Exercise aim: Though the entries contain pictures, the copy you make should hold only the rest, exactly as written.

[Measurement transcription data]

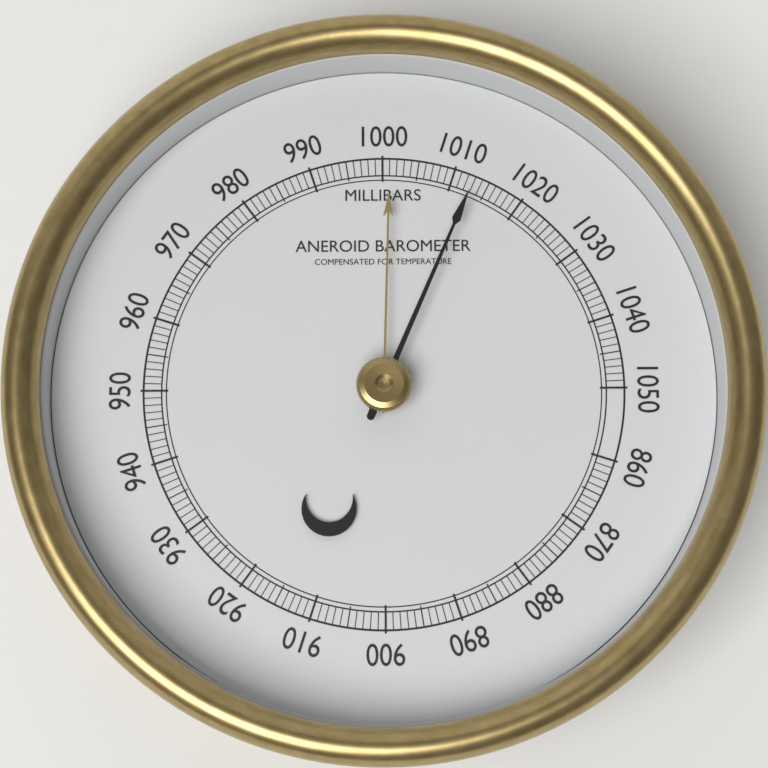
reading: 1013 mbar
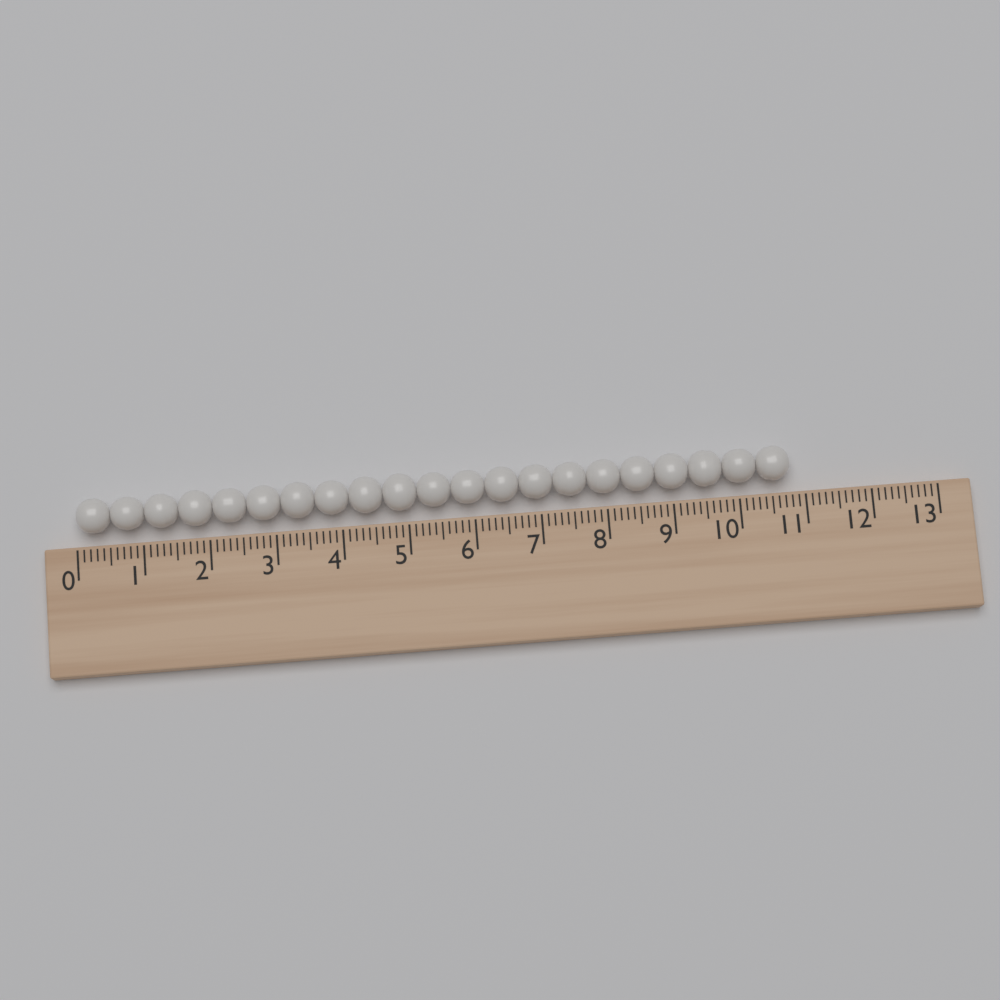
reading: 10.8 (no unit)
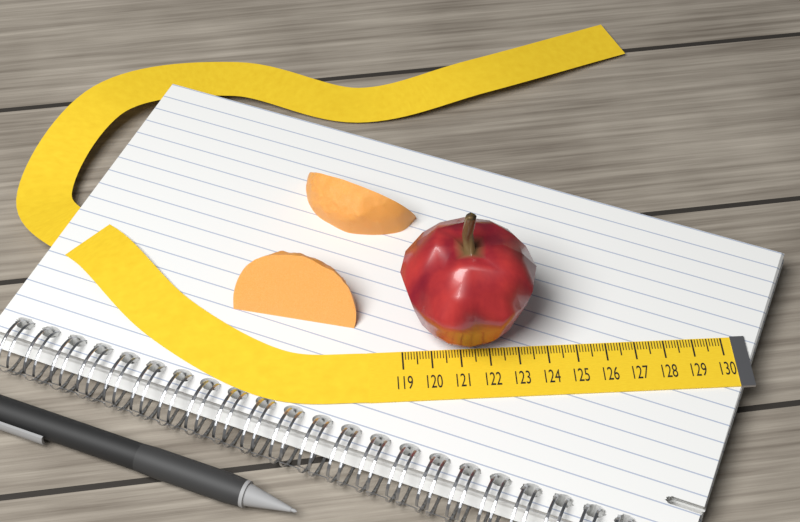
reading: 123.6 (no unit)
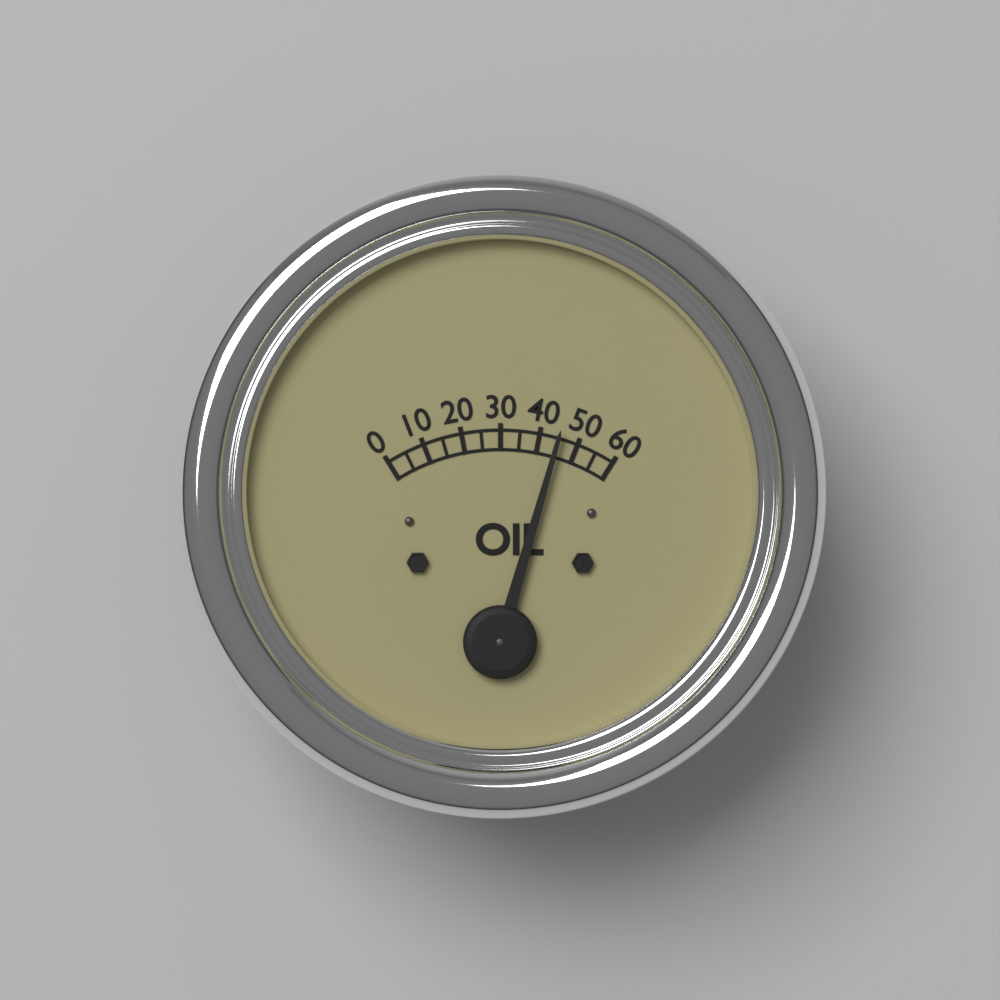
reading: 45 (no unit)
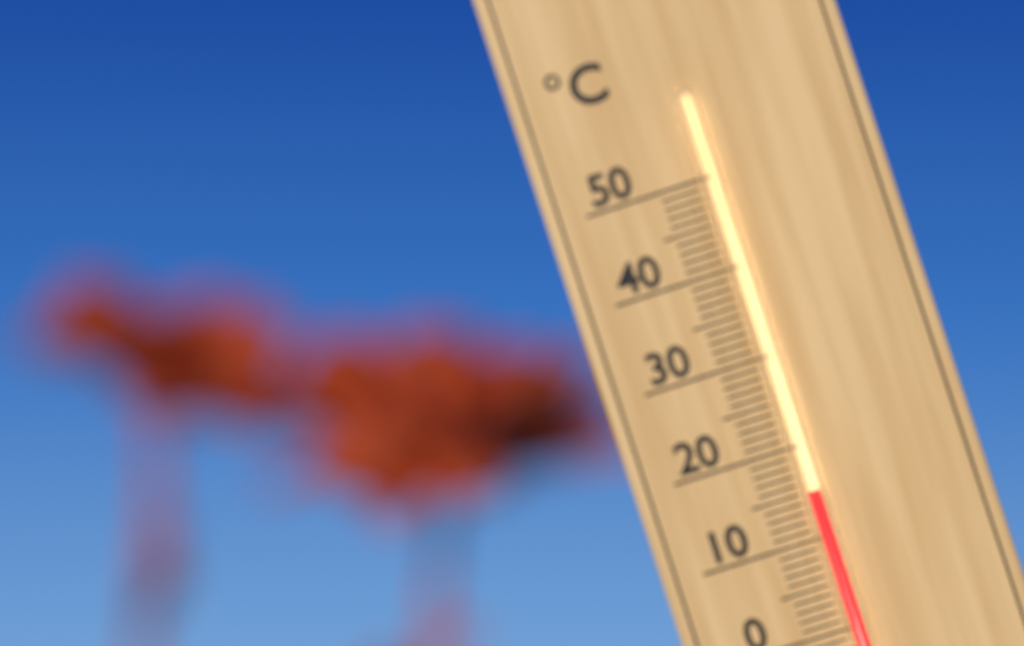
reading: 15 °C
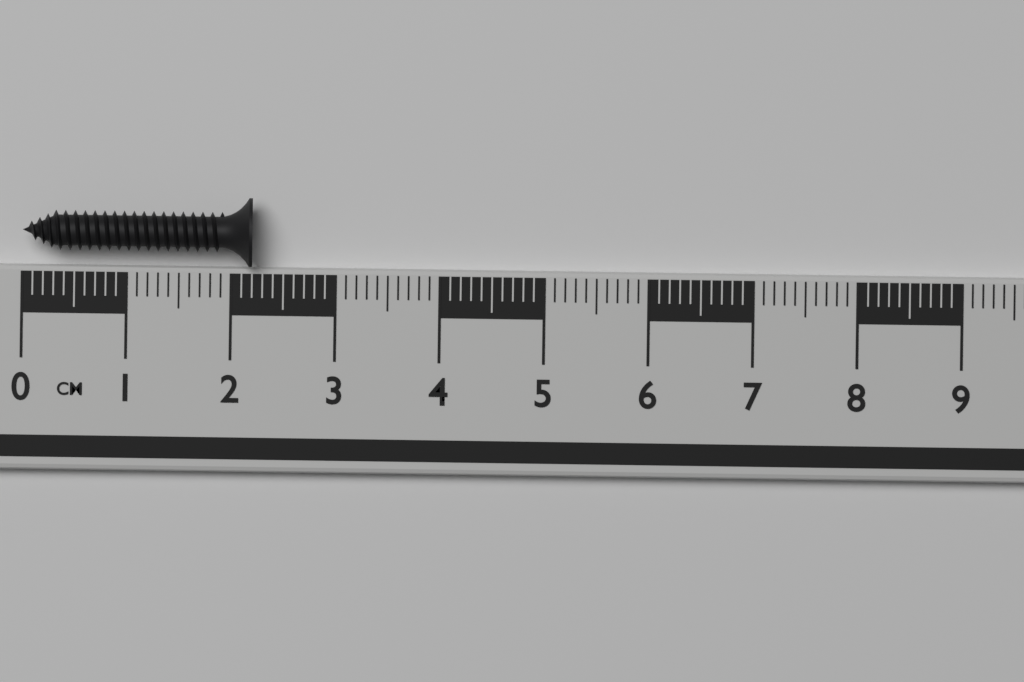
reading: 2.2 cm
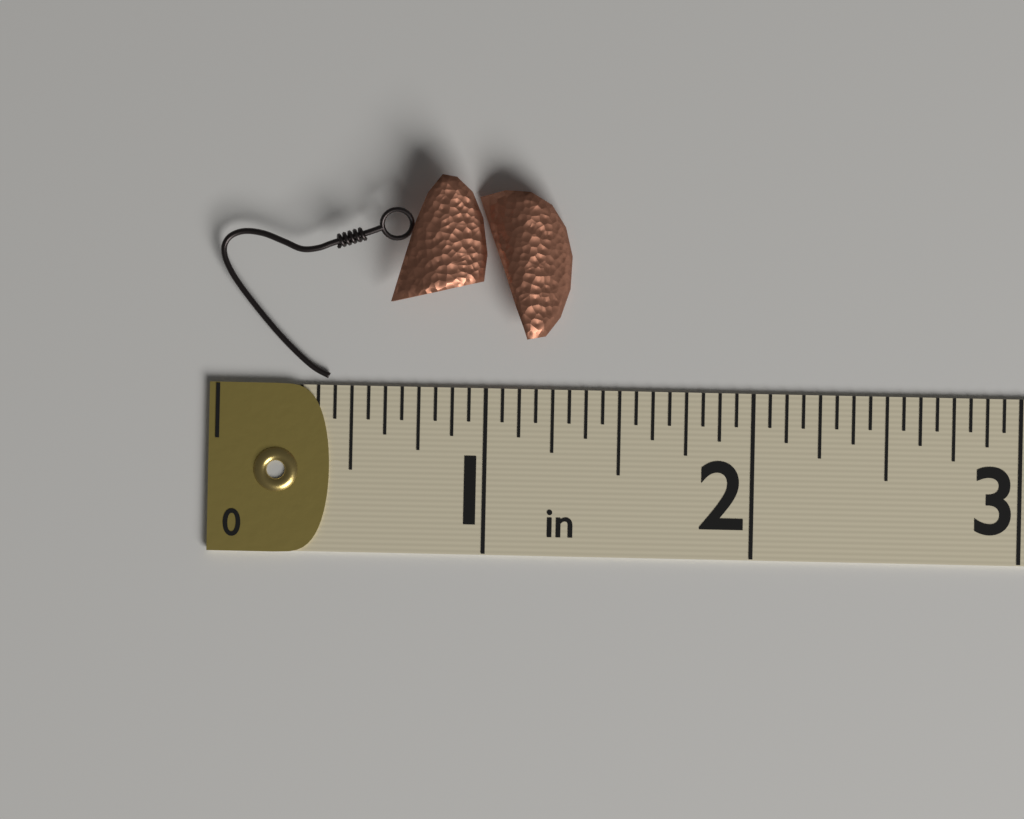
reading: 1.3125 in
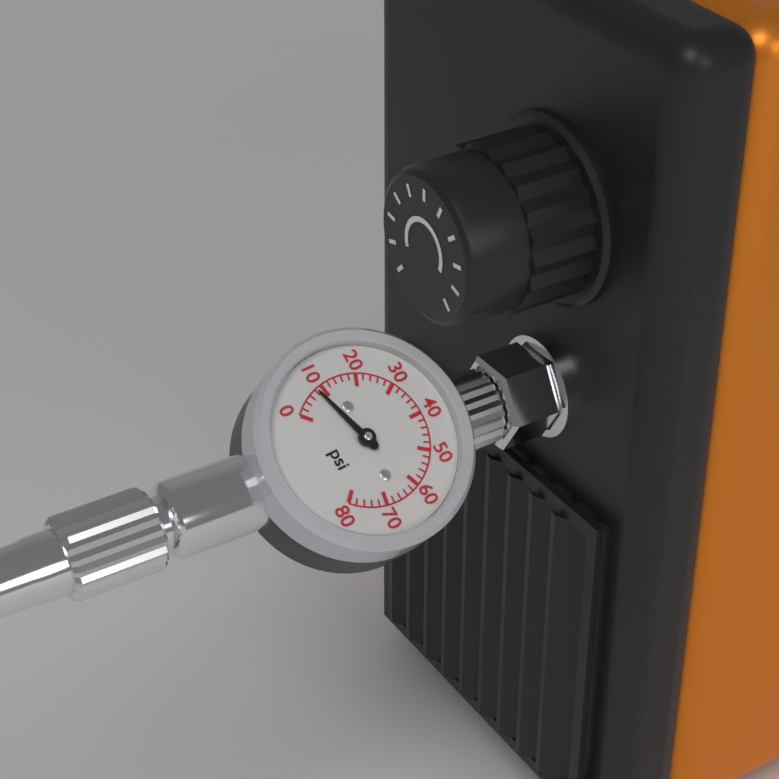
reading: 8 psi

Result:
reading: 1013 mbar
reading: 10.8 (no unit)
reading: 123.6 (no unit)
reading: 45 (no unit)
reading: 15 °C
reading: 2.2 cm
reading: 1.3125 in
reading: 8 psi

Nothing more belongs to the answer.